Here are the things you can steal from a Burger King. You can order a burger, come back an hour later and tell them they made it wrong. They got to give you a new one as long as you got your receipt. If they give you trouble tell them you’re allergic to saline. Tell them saline is what killed your mom. Tell them saline makes your heart beat backwards. Cry if you got to. They’ll give you another even if they know you’re lying. Saline’s the shit they got in pickles. Also, you can steal toilet paper.
Sela taught me that. Sela taught me that at Starbucks you can steal the CDs they got and return them later for cash. At Auto Zone you can get $400 from the dopeman for those nitrous kits they keep on the bottom shelf. At Wal-Mart, the security won’t chase you past the parking lot. When Sela swoops its like she’s gone before she’s here. She’s faster with a DVD player under each arm than those security guards are in a car. Sela is eighteen and she will never be thirty, and that’s okay because I love her. Since I met Sela I don’t pay for food and I eat every day. Sela knows my real name is Daphine but she calls me Jody because that was her sister’s name. To Sela the whole world is for free and looking the other way. We’ve ganked guitars, tools and necklaces. We steal from the rich and we give to ourselves and except for that time at the mall, we never get caught. In April Sela’s aunt is coming back and then we’re going to move with her to California. Her family’s got a restaurant there and we’re going to be waitresses. Until then, we’re gonna do what we got to do and do it together. Like Sela says, “til the dirt.”
We stay in this empty-ass apartment we found about a month ago. I don’t know who used to live here but no one lives here now. And from the looks of things no one’s lived here in a long time because there are dead bugs in the window and all the metal has been stripped. At night it gets so cold Sela and I share a sleeping bag. I keep thinking the Super or the police are going to come through the door but no one ever does. One night a mouse bit my toe and I bled right through til morning. That’s what made me so slow that day at the mall. That’s what Sela said anyway, but she wasn’t even mad. “Mistakes happen.”
Sela didn’t come home last night. I tried not to worry, but I do. This morning when I leave, I see Daniel, the boy who lives downstairs.
“Hey,” I say.
“Hey,” Daniel likes me. He’s fat but he has sweet eyes. When his Mom is at work he lets me use their shower. “What up with you?” he asks.
“You already know,” I tell him.
“Hey, I was wondering—” but then a car is honking and even though she doesn’t drive I know its Sela. She’s in a big red Cutlass parked halfway up the sidewalk.
Daniel goes “Oh shit, ” but I barely hear him. Sela’s got the window rolled down and she’s laughing, waving both her hands.
“Girl, ” I scream, “Where’d you get a car?” I start running towards her.
“Um, bye,” says Daniel.
“Hurry up, Jody!” Sela’s got her arms over the steering wheel. She’s laughing so hard her face is hitting the horn.
“Where you get a car at, Sela?”
“You asking too many questions, girl. Come on!” I’m across the grass and into the parking lot. I can smell the rubber burning from the tires. I’m almost there.
“Sela,” I say.
“Come on Jody, hurry up! Run faster, Jody. Run faster!”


WORK ORDER →
All entries are to be transcribed verbatim, but images are not carried over.

Data records for software interfaces:
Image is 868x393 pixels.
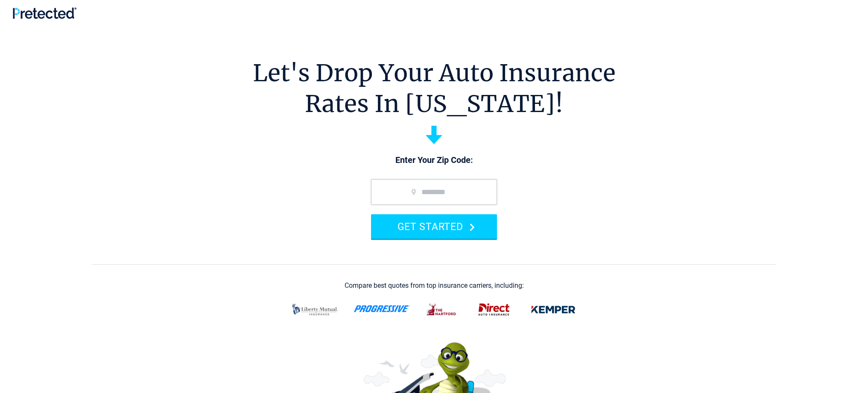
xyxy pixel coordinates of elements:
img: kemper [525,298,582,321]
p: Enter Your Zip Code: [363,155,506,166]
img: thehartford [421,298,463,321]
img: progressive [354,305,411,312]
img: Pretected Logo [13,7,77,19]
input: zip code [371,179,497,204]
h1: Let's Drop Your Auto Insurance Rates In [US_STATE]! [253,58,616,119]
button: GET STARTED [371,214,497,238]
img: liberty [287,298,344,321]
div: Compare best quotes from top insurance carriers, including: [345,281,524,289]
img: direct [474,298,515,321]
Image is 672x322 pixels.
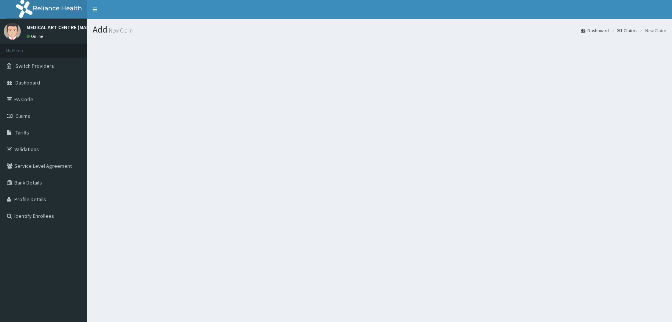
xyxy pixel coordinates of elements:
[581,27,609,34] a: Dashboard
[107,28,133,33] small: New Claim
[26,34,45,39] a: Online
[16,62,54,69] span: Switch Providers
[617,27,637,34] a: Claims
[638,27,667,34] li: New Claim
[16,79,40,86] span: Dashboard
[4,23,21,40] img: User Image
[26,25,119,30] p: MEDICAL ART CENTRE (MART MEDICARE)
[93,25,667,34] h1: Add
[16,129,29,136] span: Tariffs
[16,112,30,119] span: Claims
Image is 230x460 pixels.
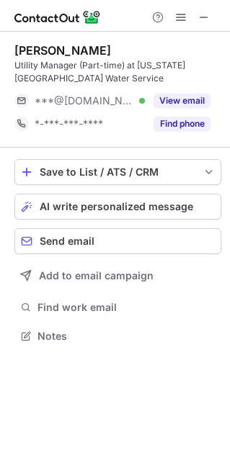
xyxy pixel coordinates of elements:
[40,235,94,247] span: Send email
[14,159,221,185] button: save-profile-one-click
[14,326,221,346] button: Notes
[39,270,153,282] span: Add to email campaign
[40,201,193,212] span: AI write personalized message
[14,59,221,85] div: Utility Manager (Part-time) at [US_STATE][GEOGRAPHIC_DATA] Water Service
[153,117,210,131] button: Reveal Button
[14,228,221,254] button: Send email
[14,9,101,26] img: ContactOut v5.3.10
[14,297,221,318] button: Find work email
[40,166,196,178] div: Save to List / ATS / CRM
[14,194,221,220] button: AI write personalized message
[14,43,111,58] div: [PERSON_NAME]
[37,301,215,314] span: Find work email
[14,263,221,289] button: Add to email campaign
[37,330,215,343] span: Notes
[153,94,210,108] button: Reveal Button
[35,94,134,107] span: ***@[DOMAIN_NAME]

ANSWER AREA →
Image is 868x393 pixels.
xyxy pixel coordinates of elements:
img: kemper [525,298,582,321]
p: Enter Your Zip Code: [363,155,506,166]
img: thehartford [421,298,463,321]
img: progressive [354,305,411,312]
img: Pretected Logo [13,7,77,19]
input: zip code [371,179,497,204]
h1: Let's Drop Your Auto Insurance Rates In [US_STATE]! [253,58,616,119]
button: GET STARTED [371,214,497,238]
img: liberty [287,298,344,321]
div: Compare best quotes from top insurance carriers, including: [345,281,524,289]
img: direct [474,298,515,321]
Image is 672x322 pixels.
xyxy pixel coordinates of elements:
[581,27,609,34] a: Dashboard
[107,28,133,33] small: New Claim
[26,34,45,39] a: Online
[16,62,54,69] span: Switch Providers
[617,27,637,34] a: Claims
[638,27,667,34] li: New Claim
[16,79,40,86] span: Dashboard
[4,23,21,40] img: User Image
[26,25,119,30] p: MEDICAL ART CENTRE (MART MEDICARE)
[93,25,667,34] h1: Add
[16,129,29,136] span: Tariffs
[16,112,30,119] span: Claims
Image is 230x460 pixels.
xyxy pixel coordinates of elements:
[40,235,94,247] span: Send email
[14,159,221,185] button: save-profile-one-click
[14,326,221,346] button: Notes
[39,270,153,282] span: Add to email campaign
[40,201,193,212] span: AI write personalized message
[14,59,221,85] div: Utility Manager (Part-time) at [US_STATE][GEOGRAPHIC_DATA] Water Service
[153,117,210,131] button: Reveal Button
[14,228,221,254] button: Send email
[14,9,101,26] img: ContactOut v5.3.10
[14,297,221,318] button: Find work email
[40,166,196,178] div: Save to List / ATS / CRM
[14,194,221,220] button: AI write personalized message
[14,43,111,58] div: [PERSON_NAME]
[37,301,215,314] span: Find work email
[14,263,221,289] button: Add to email campaign
[37,330,215,343] span: Notes
[153,94,210,108] button: Reveal Button
[35,94,134,107] span: ***@[DOMAIN_NAME]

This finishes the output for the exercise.